This Second Norton Critical Edition also includes:· Revised and expanded explanatory footnotes, a new preface, and a note on the text by Leland S. Person.· Key passages from Hawthorne's notebooks and letters that suggest the close relationship between his private and public writings· Seven new critical essays by Brook Thomas, Michael Ryan, Thomas R. Mitchell, Jay Grossman, Jamie Barlowe, John Ronan, and John F. Birk.· A Chronology and revised and expanded Selected Bibliography.
This Second Norton Critical Edition also includes:· Revised and expanded explanatory footnotes, a new preface, and a note on the text by Leland S. Person.· Key passages from Hawthorne's notebooks and letters that suggest the close relationship between his private and public writings· Seven new critical essays by Brook Thomas, Michael Ryan, Thomas R. Mitchell, Jay Grossman, Jamie Barlowe, John Ronan, and John F. Birk.· A Chronology and revised and expanded Selected Bibliography.
NATHANIEL HAWTHORNE was four years old when his father, a sea captain, died in 1808. He grew up under the roof of his maternal uncles in Salem, Massachusetts, and attended Bowdoin College in Maine, where he discovered his vocation as a writer. The publication of his short story "Young Goodman Brown" in 1835 was followed by the collections Twice-Told Tales (1837) and Mosses from an Old Manse (1846). The latter took its name from the house in Concord, Massachusetts, where he and his wife, Sophia, lived after their marriage in 1842. Unable to earn a living from his writing, he sought employment as a government bureaucrat, first in the Salem Custom House and later as United States consul in Liverpool, England. Despite his chronic financial insecurity, he continued to produce such notable works as The Scarlet Letter (1850), The House of the Seven Gables (1851), The Blithedale Romance (1852), and The Marble Faun (1860). He died in Plymouth, New Hampshire, in 1864.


Where a line in the material beneath contains "United", count it. Give the number only.
┄┄┄┄┄┄
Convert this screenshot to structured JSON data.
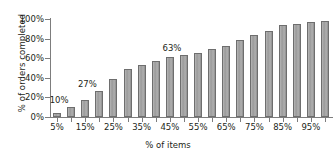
{
  "chart_data": {
    "type": "bar",
    "title": "",
    "xlabel": "% of items",
    "ylabel": "% of orders completed",
    "xlim": [
      0,
      100
    ],
    "ylim": [
      0,
      100
    ],
    "grid": false,
    "legend": null,
    "categories": [
      "5%",
      "10%",
      "15%",
      "20%",
      "25%",
      "30%",
      "35%",
      "40%",
      "45%",
      "50%",
      "55%",
      "60%",
      "65%",
      "70%",
      "75%",
      "80%",
      "85%",
      "90%",
      "95%",
      "100%"
    ],
    "values": [
      4,
      10,
      17,
      27,
      39,
      49,
      53,
      57,
      61,
      63,
      65,
      69,
      72,
      79,
      84,
      88,
      94,
      95,
      97,
      98
    ],
    "y_ticks": [
      "0%",
      "20%",
      "40%",
      "60%",
      "80%",
      "100%"
    ],
    "y_tick_values": [
      0,
      20,
      40,
      60,
      80,
      100
    ],
    "x_tick_labels": [
      "5%",
      "15%",
      "25%",
      "35%",
      "45%",
      "55%",
      "65%",
      "75%",
      "85%",
      "95%"
    ],
    "x_tick_label_indices": [
      0,
      2,
      4,
      6,
      8,
      10,
      12,
      14,
      16,
      18
    ],
    "annotations": [
      {
        "text": "10%",
        "bar_index": 1,
        "value": 10
      },
      {
        "text": "27%",
        "bar_index": 3,
        "value": 27
      },
      {
        "text": "63%",
        "bar_index": 9,
        "value": 63
      }
    ],
    "colors": {
      "bar_fill": "#a3a3a3",
      "bar_stroke": "#6e6e6e",
      "axis": "#7d7d7d",
      "text": "#231f20",
      "background": "#ffffff"
    }
  }
}
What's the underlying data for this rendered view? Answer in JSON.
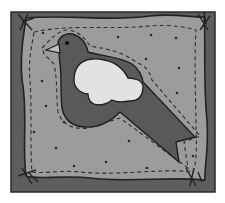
{
  "illustration": {
    "subject": "bird-quilt-patch",
    "colors": {
      "background": "#ffffff",
      "frame": "#5e5e5e",
      "fabric": "#9c9c9c",
      "bird": "#595959",
      "wing": "#e2e2e2",
      "beak": "#bdbdbd",
      "outline": "#222222",
      "stitch": "#2e2e2e",
      "dot": "#2a2a2a"
    },
    "dots": [
      [
        43,
        33
      ],
      [
        118,
        37
      ],
      [
        151,
        35
      ],
      [
        176,
        38
      ],
      [
        146,
        59
      ],
      [
        179,
        68
      ],
      [
        42,
        81
      ],
      [
        177,
        93
      ],
      [
        46,
        106
      ],
      [
        64,
        122
      ],
      [
        34,
        132
      ],
      [
        129,
        141
      ],
      [
        56,
        148
      ],
      [
        193,
        156
      ],
      [
        106,
        162
      ],
      [
        74,
        166
      ],
      [
        147,
        168
      ]
    ]
  }
}
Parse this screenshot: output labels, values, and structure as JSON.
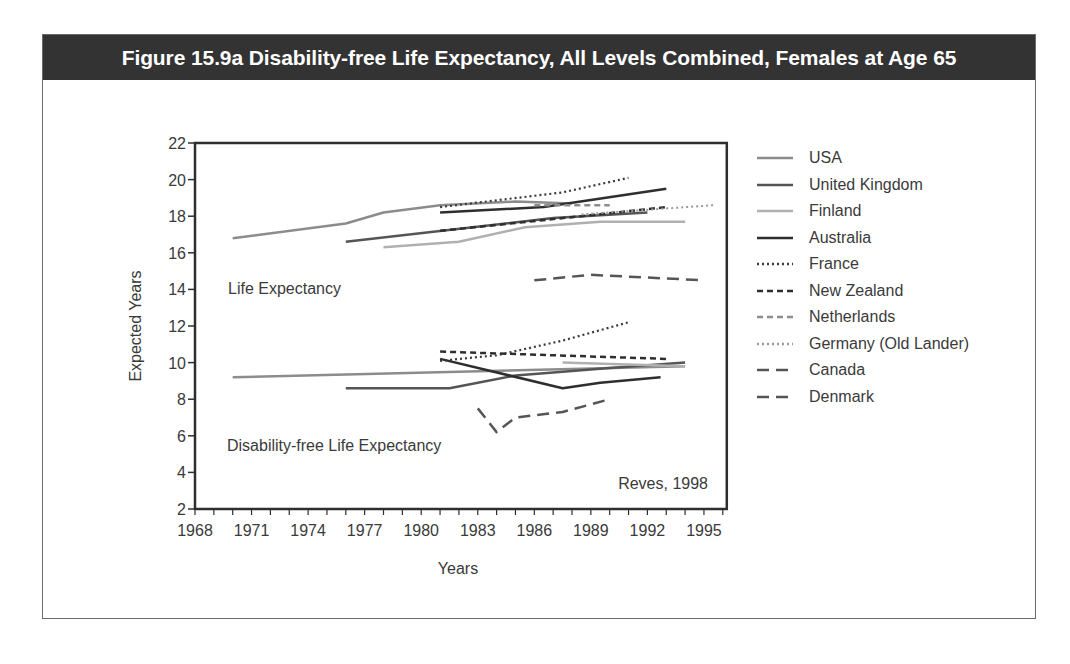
{
  "figure": {
    "title": "Figure 15.9a Disability-free Life Expectancy, All Levels Combined, Females at Age 65",
    "source_note": "Reves, 1998",
    "annotations": {
      "upper": "Life Expectancy",
      "lower": "Disability-free Life Expectancy"
    }
  },
  "chart_data": {
    "type": "line",
    "title": "Figure 15.9a Disability-free Life Expectancy, All Levels Combined, Females at Age 65",
    "xlabel": "Years",
    "ylabel": "Expected Years",
    "xlim": [
      1968,
      1996
    ],
    "ylim": [
      2,
      22
    ],
    "x_ticks": [
      1968,
      1971,
      1974,
      1977,
      1980,
      1983,
      1986,
      1989,
      1992,
      1995
    ],
    "y_ticks": [
      2,
      4,
      6,
      8,
      10,
      12,
      14,
      16,
      18,
      20,
      22
    ],
    "grid": false,
    "legend_position": "right",
    "annotations": [
      "Life Expectancy",
      "Disability-free Life Expectancy",
      "Reves, 1998"
    ],
    "series": [
      {
        "name": "USA",
        "style": "solid",
        "color": "#8c8c8c",
        "width": 2.5,
        "life_expectancy": [
          [
            1970,
            16.8
          ],
          [
            1976,
            17.6
          ],
          [
            1978,
            18.2
          ],
          [
            1981,
            18.6
          ],
          [
            1985,
            18.8
          ],
          [
            1988,
            18.7
          ]
        ],
        "disability_free": [
          [
            1970,
            9.2
          ],
          [
            1994,
            9.8
          ]
        ]
      },
      {
        "name": "United Kingdom",
        "style": "solid",
        "color": "#555555",
        "width": 2.5,
        "life_expectancy": [
          [
            1976,
            16.6
          ],
          [
            1987,
            17.9
          ],
          [
            1992,
            18.2
          ]
        ],
        "disability_free": [
          [
            1976,
            8.6
          ],
          [
            1981.5,
            8.6
          ],
          [
            1985,
            9.3
          ],
          [
            1990,
            9.7
          ],
          [
            1994,
            10.0
          ]
        ]
      },
      {
        "name": "Finland",
        "style": "solid",
        "color": "#b0b0b0",
        "width": 2.5,
        "life_expectancy": [
          [
            1978,
            16.3
          ],
          [
            1982,
            16.6
          ],
          [
            1985.5,
            17.4
          ],
          [
            1989.5,
            17.7
          ],
          [
            1994,
            17.7
          ]
        ],
        "disability_free": [
          [
            1987.5,
            10.0
          ],
          [
            1994,
            9.8
          ]
        ]
      },
      {
        "name": "Australia",
        "style": "solid",
        "color": "#2e2e2e",
        "width": 2.5,
        "life_expectancy": [
          [
            1981,
            18.2
          ],
          [
            1986.5,
            18.5
          ],
          [
            1993,
            19.5
          ]
        ],
        "disability_free": [
          [
            1981,
            10.2
          ],
          [
            1987.5,
            8.6
          ],
          [
            1989.5,
            8.9
          ],
          [
            1992.7,
            9.2
          ]
        ]
      },
      {
        "name": "France",
        "style": "dotted",
        "color": "#3a3a3a",
        "width": 2.2,
        "life_expectancy": [
          [
            1981,
            18.5
          ],
          [
            1987.5,
            19.3
          ],
          [
            1991,
            20.1
          ]
        ],
        "disability_free": [
          [
            1981,
            10.1
          ],
          [
            1984,
            10.4
          ],
          [
            1987.5,
            11.2
          ],
          [
            1991,
            12.2
          ]
        ]
      },
      {
        "name": "New Zealand",
        "style": "dashed",
        "color": "#2e2e2e",
        "width": 2.5,
        "life_expectancy": [
          [
            1981,
            17.2
          ],
          [
            1988.5,
            18.0
          ],
          [
            1993,
            18.5
          ]
        ],
        "disability_free": [
          [
            1981,
            10.6
          ],
          [
            1993,
            10.2
          ]
        ]
      },
      {
        "name": "Netherlands",
        "style": "dashed",
        "color": "#8c8c8c",
        "width": 2.5,
        "life_expectancy": [
          [
            1986,
            18.6
          ],
          [
            1990,
            18.6
          ]
        ],
        "disability_free": []
      },
      {
        "name": "Germany (Old Lander)",
        "style": "dotted",
        "color": "#9a9a9a",
        "width": 2,
        "life_expectancy": [
          [
            1988.5,
            18.1
          ],
          [
            1995.5,
            18.6
          ]
        ],
        "disability_free": []
      },
      {
        "name": "Canada",
        "style": "long-dashed",
        "color": "#555555",
        "width": 2.5,
        "life_expectancy": [
          [
            1986,
            14.5
          ],
          [
            1989,
            14.8
          ],
          [
            1995,
            14.5
          ]
        ],
        "disability_free": []
      },
      {
        "name": "Denmark",
        "style": "long-dashed",
        "color": "#555555",
        "width": 2.5,
        "life_expectancy": [],
        "disability_free": [
          [
            1983,
            7.5
          ],
          [
            1984,
            6.2
          ],
          [
            1985,
            7.0
          ],
          [
            1987.5,
            7.3
          ],
          [
            1990,
            8.0
          ]
        ]
      }
    ]
  },
  "legend": {
    "items": [
      {
        "label": "USA",
        "style": "solid",
        "color": "#8c8c8c"
      },
      {
        "label": "United Kingdom",
        "style": "solid",
        "color": "#555555"
      },
      {
        "label": "Finland",
        "style": "solid",
        "color": "#b0b0b0"
      },
      {
        "label": "Australia",
        "style": "solid",
        "color": "#2e2e2e"
      },
      {
        "label": "France",
        "style": "dotted",
        "color": "#3a3a3a"
      },
      {
        "label": "New Zealand",
        "style": "dashed",
        "color": "#2e2e2e"
      },
      {
        "label": "Netherlands",
        "style": "dashed",
        "color": "#8c8c8c"
      },
      {
        "label": "Germany (Old Lander)",
        "style": "dotted",
        "color": "#9a9a9a"
      },
      {
        "label": "Canada",
        "style": "long-dashed",
        "color": "#555555"
      },
      {
        "label": "Denmark",
        "style": "long-dashed",
        "color": "#555555"
      }
    ]
  }
}
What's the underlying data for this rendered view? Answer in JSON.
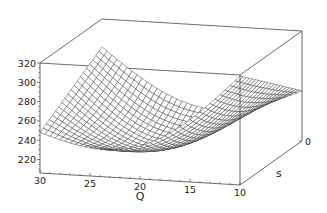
┄┄┄┄┄┄
Written reply: 2